From Parkwest Health & Lifestyles
Early detection not only saves lives. It can also give a breast cancer patient a shot at a better quality of life.
Working together, Parkwest Medical Center and Parkwest Comprehensive Breast Center offer a plan that can dramatically alter a patient’s cancer story. Treatment only takes about two weeks, and there’s no need for reconstructive surgery.
Breast Conservation
“A long time ago the traditional surgical management of all breast cancer
was with mastectomy, which is obviously a physically and psychologically
traumatic operation that we certainly try to avoid whenever we can,” says William Gibson, MD, of Premier Surgical is a Parkwest surgeon who specializes in breast cancer. “An alternative is breast conservation surgery, which removes the tumor and a small margin of normal breast tissue around it.”
Gibson says about two thirds of breast cancers can be treated with breast conservation surgery.
Claudia Albright was diagnosed with ductal carcinoma in situ (DCIS), which is considered the earliest form of breast cancer. A DCIS diagnosis meant she had abnormal cells inside a milk duct within the breast.
“For me I think the whole process was, ‘I’ve got something that wants
to kill me that’s inside me.We need to get it out. And we need to fix the problem as fast as we can,’” Albright says.
Targeted Radiation
Breast conservation surgery, often referred to as a “lumpectomy,” goes hand in hand with partial breast radiation, another important advance in breast cancer treatment. Radiation can be delivered to the breast from the inside, pinpointing the area surrounding the tumor.
“It’s very safe, it’s well tolerated and we’ve had good results with this type of treatment,” says Parkwest radiation oncologist Joseph Meyer, MD. “Ninety-five percent of the patients have no recurrence of their cancer
at 10 years.”
Partial breast radiation is faster, less intrusive into a patient’s lifestyle and carries fewer side effects than radiation of the whole breast. The process begins when Dr. Gibson removes the tumor in surgery at Parkwest Medical Center.
A balloon-like tool is implanted where the tumor used to be. After surgery
there’s a pathology report and CT scan at Parkwest Comprehensive Breast Center to see if the patient is ready for partial breast radiation.
Dr. Meyer explains the radiation is delivered in the form of a radioactive seed that’s attached to a wire. It travels up small catheters to release radiation in the empty area where the tumor was.
Perfect Timing
Patients who have breast conservation surgery and partial breast radiation are usually finished with the entire process in two weeks. In comparison, breast radiation takes 20 to 30 treatments in four to six weeks.
“I’m just so grateful that I didn’t have to go through the standard process for cancer with the chemo and the radiation with six months to a year or more out of my life,” Albright says. “I’m back to being out on the boat and enjoying life.”
A month after the last radiation treatment, Albright has a small scar, but no other physical evidence that cancer was ever a part of her life.
Breast conservation surgery and partial breast radiation only work when cancer is caught in earlier stages, so early detection is key. It’s a lesson Albright won’t soon forget.
After surgery she learned that her cancer had been in the process of breaking through the duct. “Had I waited, it could have been well over three centimeters and I could have been looking at Stage Three breast cancer,” she says.
Albright’s heart breaks for women who struggle with chemotherapy and whole breast radiation when cancer has been detected in later stages. She’s on a mission to make sure the women in her life know that early detection not only saves lives, but can also mean better quality of life.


Work order: The records that follow are to be repeated without alteration.

[[ Raw data open ]]

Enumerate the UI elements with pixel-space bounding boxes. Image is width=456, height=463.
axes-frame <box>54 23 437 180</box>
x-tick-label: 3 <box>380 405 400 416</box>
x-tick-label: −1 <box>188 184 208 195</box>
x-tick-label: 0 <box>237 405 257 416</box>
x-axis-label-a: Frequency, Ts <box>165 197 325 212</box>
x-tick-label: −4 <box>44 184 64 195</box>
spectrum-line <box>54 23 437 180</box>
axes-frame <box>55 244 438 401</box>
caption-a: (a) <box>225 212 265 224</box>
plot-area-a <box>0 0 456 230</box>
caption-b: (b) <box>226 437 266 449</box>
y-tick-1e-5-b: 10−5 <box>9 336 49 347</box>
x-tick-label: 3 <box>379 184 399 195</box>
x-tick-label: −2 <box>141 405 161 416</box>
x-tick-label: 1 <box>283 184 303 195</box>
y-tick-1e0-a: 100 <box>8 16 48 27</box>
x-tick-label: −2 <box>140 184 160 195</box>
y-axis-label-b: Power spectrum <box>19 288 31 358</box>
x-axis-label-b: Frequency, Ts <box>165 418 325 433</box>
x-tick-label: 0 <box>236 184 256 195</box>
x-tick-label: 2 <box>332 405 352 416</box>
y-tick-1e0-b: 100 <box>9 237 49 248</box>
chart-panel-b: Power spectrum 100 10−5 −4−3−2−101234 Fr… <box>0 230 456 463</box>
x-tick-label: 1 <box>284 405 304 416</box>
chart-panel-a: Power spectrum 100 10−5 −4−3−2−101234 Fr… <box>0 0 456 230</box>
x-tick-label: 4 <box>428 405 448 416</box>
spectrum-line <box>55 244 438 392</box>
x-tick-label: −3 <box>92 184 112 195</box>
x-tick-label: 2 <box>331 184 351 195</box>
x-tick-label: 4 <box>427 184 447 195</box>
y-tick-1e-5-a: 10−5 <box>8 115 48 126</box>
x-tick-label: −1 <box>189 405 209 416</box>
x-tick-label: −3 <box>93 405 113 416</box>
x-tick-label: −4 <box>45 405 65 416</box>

[[ Raw data closed ]]

Answer section:
Enumerate the UI elements with pixel-space bounding boxes. Image is width=456, height=463.
axes-frame <box>54 23 437 180</box>
x-tick-label: 3 <box>380 405 400 416</box>
x-tick-label: −1 <box>188 184 208 195</box>
x-tick-label: 0 <box>237 405 257 416</box>
x-axis-label-a: Frequency, Ts <box>165 197 325 212</box>
x-tick-label: −4 <box>44 184 64 195</box>
spectrum-line <box>54 23 437 180</box>
axes-frame <box>55 244 438 401</box>
caption-a: (a) <box>225 212 265 224</box>
plot-area-a <box>0 0 456 230</box>
caption-b: (b) <box>226 437 266 449</box>
y-tick-1e-5-b: 10−5 <box>9 336 49 347</box>
x-tick-label: 3 <box>379 184 399 195</box>
x-tick-label: −2 <box>141 405 161 416</box>
x-tick-label: 1 <box>283 184 303 195</box>
y-tick-1e0-a: 100 <box>8 16 48 27</box>
x-tick-label: −2 <box>140 184 160 195</box>
y-axis-label-b: Power spectrum <box>19 288 31 358</box>
x-axis-label-b: Frequency, Ts <box>165 418 325 433</box>
x-tick-label: 0 <box>236 184 256 195</box>
x-tick-label: 2 <box>332 405 352 416</box>
y-tick-1e0-b: 100 <box>9 237 49 248</box>
chart-panel-b: Power spectrum 100 10−5 −4−3−2−101234 Fr… <box>0 230 456 463</box>
x-tick-label: 1 <box>284 405 304 416</box>
chart-panel-a: Power spectrum 100 10−5 −4−3−2−101234 Fr… <box>0 0 456 230</box>
x-tick-label: 4 <box>428 405 448 416</box>
spectrum-line <box>55 244 438 392</box>
x-tick-label: −3 <box>92 184 112 195</box>
x-tick-label: 2 <box>331 184 351 195</box>
x-tick-label: 4 <box>427 184 447 195</box>
y-tick-1e-5-a: 10−5 <box>8 115 48 126</box>
x-tick-label: −1 <box>189 405 209 416</box>
x-tick-label: −3 <box>93 405 113 416</box>
x-tick-label: −4 <box>45 405 65 416</box>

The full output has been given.